A School Garden Begins to Bloom Along D.C. Rail-Trail

As part of the Meet the Met grand-opening celebration on Saturday, June 5, DC Prep Academy Charter School and Rails-to-Trails Conservancy teamed up to add another school garden into the growing rolls of urban agriculture taking place around the country. The 1,000-square-foot garden, set in Northeast D.C.’s Edgewood community, will combine an edible forest of fruit trees, perennial vegetables, herbs, insectary plants and dynamic accumulators with a large space for growing annual crops like collards, corn, squash, tomatoes and more.

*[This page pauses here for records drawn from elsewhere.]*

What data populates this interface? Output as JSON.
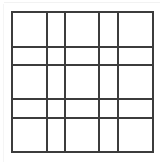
{
  "figure": {
    "type": "grid-diagram",
    "rows": 5,
    "columns": 5,
    "cell_count": 25
  },
  "canvas": {
    "width": 165,
    "height": 166,
    "background_color": "#ffffff"
  },
  "style": {
    "line_color": "#3c3c3c",
    "line_width": 2,
    "artifact_color": "#f2f2f2"
  },
  "geometry": {
    "vertical_line_x": [
      12,
      47,
      65,
      99,
      118,
      153
    ],
    "horizontal_line_y": [
      12,
      47,
      65,
      99,
      118,
      152
    ],
    "column_widths": [
      35,
      18,
      34,
      19,
      35
    ],
    "row_heights": [
      35,
      18,
      34,
      19,
      34
    ],
    "bounds": {
      "left": 12,
      "top": 12,
      "right": 153,
      "bottom": 152
    }
  },
  "labels": {
    "title": "",
    "annotations": []
  }
}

The advantage of this garden site is that it is located along the brand-new Metropolitan Branch Trail coming out of Union Station, which provides previously cut-off communities accessibility to the metro and to Union Station and the Capitol. The garden will not only beautify the new trail, it will hopefully connect the charter school to the community in a new way. DC Prep is housed in old industrial buildings that had used the nearby railroad, and even now their middle school campus has no playground to speak of. A true “urban” campus, DC Prep students are absolutely the students that most need to be reconnected to the growing of food and how it affects our lives
Plans are being made for how the garden will be used, but classes and teachers are already lining up to use the garden in their curriculum. Hopefully, the site will be used not only to educate students in genuine food production, but bring a small and steady stream of locally grown produce into the homes of the students and teachers at the school. DC Prep already is at the forefront of school food, using Revolution Foods as their sourcing agent, and we hope next year to collaborate with Revolution Foods in cooking demonstrations using food from the garden.